Kentucky is not a right-to-work state, but one of its counties soon may be.

Local officials in Warren County are to vote Friday on a measure that would remove the requirement that workers in some jobs must join a union and pay union dues as a condition of employment.

A first reading of the measure in Warren County Fiscal Court passed with a 5-1 vote with only magistrate Tommy Hunt, a Democrat, voting against it. The second reading scheduled for Friday will be immediately followed by a formal vote. An affirmative vote is widely expected.

Right-to-Work Set to Take Root in Additional Counties

Other counties in Kentucky already are following suit. On Monday, the Fulton County Fiscal Court voted unanimously in favor of a right-to-work ordinance as did the Simpson County Fiscal Court on Tuesday. Both votes were on first readings. Second readings will take place Dec. 29 in Fulton County and Dec. 30 in Simpson County.

Being without right-to-work status puts Kentucky at a “competitive disadvantage” that often results in “lost business opportunities,” Mike Buchanon, the Warren County judge-executive, told The Daily Signal in an interview.

Buchanon said “site-selectors” who are hired by companies to identify places to build factories and other workplaces have told him right-to-work was a critical factor in determining which regions and states receive new economic development.

Kentucky Is the Odd State Out

“We’ve been losing out to Tennessee, Georgia, Alabama, Mississippi and now Indiana and Michigan,” he said. “Who would have thought that Indiana and Michigan would become right-to-work states before Kentucky? I felt like time had passed us by, which is why we had to act at the local level.”

“We’ve been losing out to Tennessee, Georgia, Alabama, Mississippi and now Indiana and Michigan,” says one Kentucky right-to-work supporter.

Republican lawmakers have tried to enact this reform at the state level without success. And since Democrats retained the majority in the Kentucky House of Representatives in November’s elections, it will be at least two more years before the legislation would have a chance in Frankfurt.

Which is why local lawmakers took matters into their own hands.

“The unions have such a stranglehold on certain segments of the political spectrum once you get up to high office holders, and they don’t want to be at odds with the unions,” said Jim Henderson, the Republican judge-executive in Simpson County. “They can be very vocal and persuasive at election time. But the story is different at the local level.”

Indeed, all the magistrates in Simpson and Fulton counties who were part of the unanimous votes in favor of right to work are Democrats. In Warren County, two Democratic magistrates joined with two Republican magistrates, and with Buchanon, who also is Republican, to pass the first reading.

The “broad, bipartisan support” for right to work evident at the local level is motivated in part by the need to become “more competitive,” Henderson suggested.

“My county sits across the border from Tennessee and people in both parties understand that we are losing out on business opportunities,” he said. “We have a strong manufacturing base and a lot to offer, but Tennessee is right to work and we are not.”

Unions to Challenge Legality of Local Ordinances?

But do counties have the legal authority to advance right-to-work laws in the absence of state-level legislation?

Eldon Renaud, president of United Auto Workers Local 2164, does not think so.

“It’s clear to me that this can only be done through state law,” he said.

There are two court cases invalidating local right-to-work laws that back up Renaud. They are Kentucky State AFL-CIO v. Puckett, decided by the Court of Appeals of Kentucky, and New Mexico Federation of Labor v. Clovis, decided by the U.S. District Court for the District of New Mexico.

But Jason Nemes, an attorney in Louisville who is coordinating the legal defense of the ordinances, says Section 14B of the 1947 Taft-Hartley Act allows states to delegate the authority to pass right-to-work laws through “home rule” to their political subdivisions such as counties.

“The Supreme Court had said numerous times that local ordinances are included when a federal statute says state law, unless otherwise expressed by Congress,” Nemes told The Daily Signal in an email. “This is because counties derive their authority and actual existence from the state’s sovereignty and have been established by the state to help govern the state. This is particularly true in states like Kentucky, where the state legislature has delegated significant authority to counties by enacting what is known as “home rule” statutes.”

“I don’t think the people pushing this are doing this for working people,” Renaud said. “They just want to destroy unions.”

Henderson, the Simpson County judge-executive, disagrees.

“The fastest growing union activity is in right-to-work states,” he said. “So this is not anti-union, it’s about giving people a choice. They can certainly join the union if they want to, but it should not be a requirement.”

“What we are seeing in response to the action in Warren County is very encouraging from a right-to-work perspective,” said James Sherk, senior policy analyst in labor economics for The Heritage Foundation.

“This is now cascading into other parts of the state, and I expect that these local initiatives will continue to gain momentum,” Sherk added. “Those counties in Kentucky that are not right to work will begin to feel pressure not just from neighboring states but from neighboring counties inside the state. Local officials have a strong self interest in improving their competitive position and this is one way to do it.”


Count the lines below that contain "Keys". Answer with the number alone.

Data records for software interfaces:
--- --- ---

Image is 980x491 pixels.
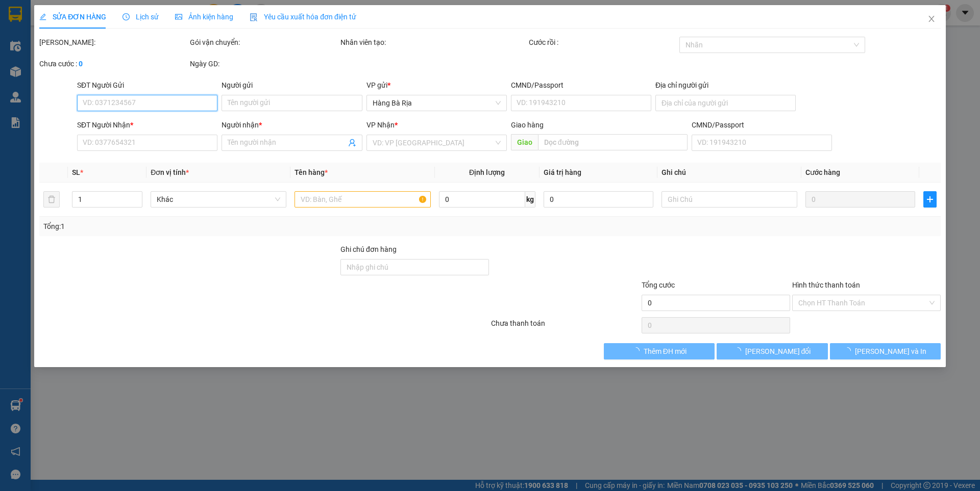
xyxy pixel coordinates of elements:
div: VP gửi [366,79,507,91]
input: Ghi chú đơn hàng [340,259,489,275]
button: Thêm ĐH mới [604,343,715,360]
span: environment [5,57,12,64]
span: loading [843,347,854,354]
span: Thêm ĐH mới [644,346,687,357]
span: edit [39,13,46,20]
span: user-add [348,139,356,147]
th: Ghi chú [657,163,801,183]
span: [PERSON_NAME] đổi [745,346,811,357]
span: Giá trị hàng [543,168,581,176]
input: Địa chỉ của người gửi [655,95,795,111]
div: Địa chỉ người gửi [655,79,795,91]
button: delete [44,191,60,207]
span: Yêu cầu xuất hóa đơn điện tử [249,13,356,21]
img: icon [249,13,258,21]
div: SĐT Người Nhận [77,119,217,131]
li: VP 167 QL13 [70,44,136,55]
span: Hàng Bà Rịa [372,96,500,111]
span: kg [525,191,536,207]
span: Đơn vị tính [150,168,189,176]
b: 0 [79,60,83,68]
div: Ngày GD: [190,58,338,70]
li: Hoa Mai [5,5,148,25]
li: VP Hàng Bà Rịa [5,44,70,55]
div: Chưa cước : [39,58,188,70]
span: [PERSON_NAME] và In [854,346,926,357]
span: Tên hàng [294,168,327,176]
div: [PERSON_NAME]: [39,36,188,48]
div: Cước rồi : [528,36,677,48]
input: Ghi Chú [661,191,797,207]
span: environment [70,57,77,64]
input: VD: Bàn, Ghế [294,191,430,207]
span: loading [633,347,644,354]
div: Chưa thanh toán [490,318,640,336]
div: CMND/Passport [511,79,651,91]
div: Nhân viên tạo: [340,36,526,48]
button: [PERSON_NAME] đổi [716,343,827,360]
span: clock-circle [122,13,129,20]
div: CMND/Passport [691,119,832,131]
span: Giao [511,134,538,150]
button: [PERSON_NAME] và In [830,343,940,360]
span: SỬA ĐƠN HÀNG [39,13,106,21]
div: SĐT Người Gửi [77,79,217,91]
span: loading [734,347,745,354]
button: Close [917,5,946,34]
span: Lịch sử [122,13,159,21]
input: 0 [805,191,915,207]
button: plus [923,191,936,207]
span: Ảnh kiện hàng [175,13,233,21]
span: VP Nhận [366,121,394,129]
span: Cước hàng [805,168,840,176]
span: picture [175,13,182,20]
span: plus [923,195,936,204]
label: Ghi chú đơn hàng [340,245,396,254]
div: Người nhận [221,119,362,131]
label: Hình thức thanh toán [792,281,860,289]
span: Định lượng [469,168,505,176]
span: Khác [157,192,280,207]
b: QL51, PPhước Trung, TPBà Rịa [5,56,60,75]
div: Người gửi [221,79,362,91]
span: Giao hàng [511,121,543,129]
div: Gói vận chuyển: [190,36,338,48]
span: SL [72,168,80,176]
span: close [927,15,935,23]
span: Tổng cước [642,281,675,289]
input: Dọc đường [538,134,687,150]
img: logo.jpg [5,5,41,41]
div: Tổng: 1 [44,221,378,232]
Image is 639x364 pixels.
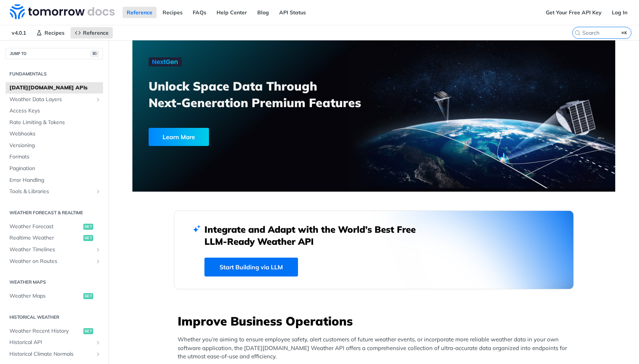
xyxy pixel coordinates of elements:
span: Recipes [44,30,65,36]
span: Historical API [9,339,93,346]
span: Access Keys [9,107,101,115]
span: Rate Limiting & Tokens [9,119,101,126]
span: Weather Forecast [9,223,81,231]
a: Recipes [159,7,187,18]
span: Weather Maps [9,292,81,300]
h3: Improve Business Operations [178,313,573,329]
span: [DATE][DOMAIN_NAME] APIs [9,84,101,92]
span: Weather Recent History [9,327,81,335]
span: ⌘/ [91,50,99,57]
img: Tomorrow.io Weather API Docs [10,4,115,19]
a: Historical Climate NormalsShow subpages for Historical Climate Normals [5,348,103,360]
span: Versioning [9,142,101,149]
button: JUMP TO⌘/ [5,48,103,59]
a: Weather Forecastget [5,221,103,232]
h2: Integrate and Adapt with the World’s Best Free LLM-Ready Weather API [204,223,427,248]
span: Pagination [9,165,101,172]
a: Access Keys [5,105,103,116]
span: Webhooks [9,130,101,138]
span: Historical Climate Normals [9,350,93,358]
a: Formats [5,151,103,162]
button: Show subpages for Weather Data Layers [95,97,101,103]
span: Weather Data Layers [9,96,93,103]
span: Realtime Weather [9,234,81,242]
a: Weather Data LayersShow subpages for Weather Data Layers [5,94,103,105]
a: Learn More [149,128,335,146]
a: Help Center [212,7,251,18]
a: [DATE][DOMAIN_NAME] APIs [5,82,103,93]
a: Historical APIShow subpages for Historical API [5,337,103,348]
span: get [83,224,93,230]
a: Tools & LibrariesShow subpages for Tools & Libraries [5,186,103,197]
button: Show subpages for Historical Climate Normals [95,351,101,357]
h2: Fundamentals [5,71,103,77]
span: Weather Timelines [9,246,93,254]
span: get [83,328,93,334]
kbd: ⌘K [620,29,629,37]
a: Rate Limiting & Tokens [5,117,103,128]
a: Start Building via LLM [204,257,298,277]
a: Reference [122,7,156,18]
a: Weather TimelinesShow subpages for Weather Timelines [5,244,103,255]
span: Formats [9,153,101,161]
span: Reference [83,30,109,36]
button: Show subpages for Weather Timelines [95,246,101,253]
div: Learn More [149,128,209,146]
a: FAQs [189,7,210,18]
a: Recipes [32,27,69,38]
a: Get Your Free API Key [542,7,606,18]
span: get [83,235,93,241]
span: get [83,293,93,299]
a: Weather Mapsget [5,290,103,302]
span: Error Handling [9,177,101,184]
a: Versioning [5,140,103,151]
a: Webhooks [5,128,103,139]
button: Show subpages for Weather on Routes [95,259,101,265]
svg: Search [574,30,581,36]
a: Pagination [5,163,103,174]
a: API Status [275,7,310,18]
span: Weather on Routes [9,257,93,265]
span: Tools & Libraries [9,188,93,195]
img: NextGen [149,57,182,66]
h3: Unlock Space Data Through Next-Generation Premium Features [149,78,382,111]
a: Blog [253,7,273,18]
a: Weather Recent Historyget [5,325,103,337]
button: Show subpages for Tools & Libraries [95,189,101,195]
h2: Weather Forecast & realtime [5,209,103,216]
p: Whether you’re aiming to ensure employee safety, alert customers of future weather events, or inc... [178,335,573,361]
a: Realtime Weatherget [5,232,103,244]
a: Log In [607,7,631,18]
button: Show subpages for Historical API [95,339,101,345]
a: Reference [71,27,113,38]
a: Error Handling [5,174,103,186]
h2: Weather Maps [5,279,103,285]
h2: Historical Weather [5,314,103,320]
a: Weather on RoutesShow subpages for Weather on Routes [5,256,103,267]
span: v4.0.1 [8,27,30,38]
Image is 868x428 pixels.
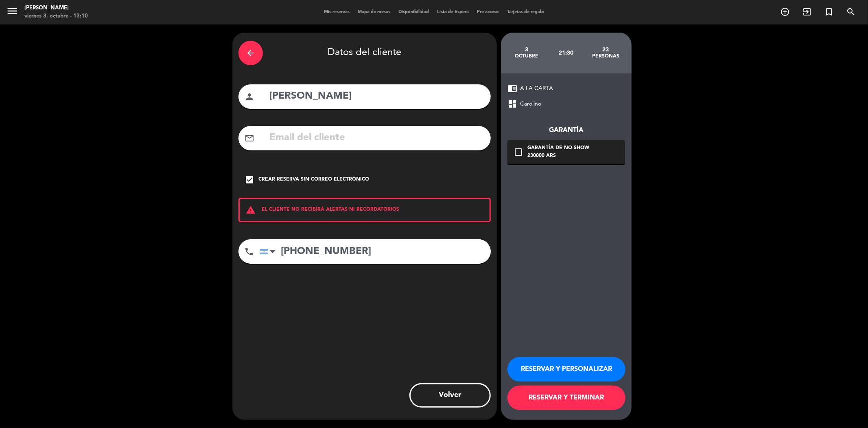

--- --- ---

» **ANSWER SECTION**:
2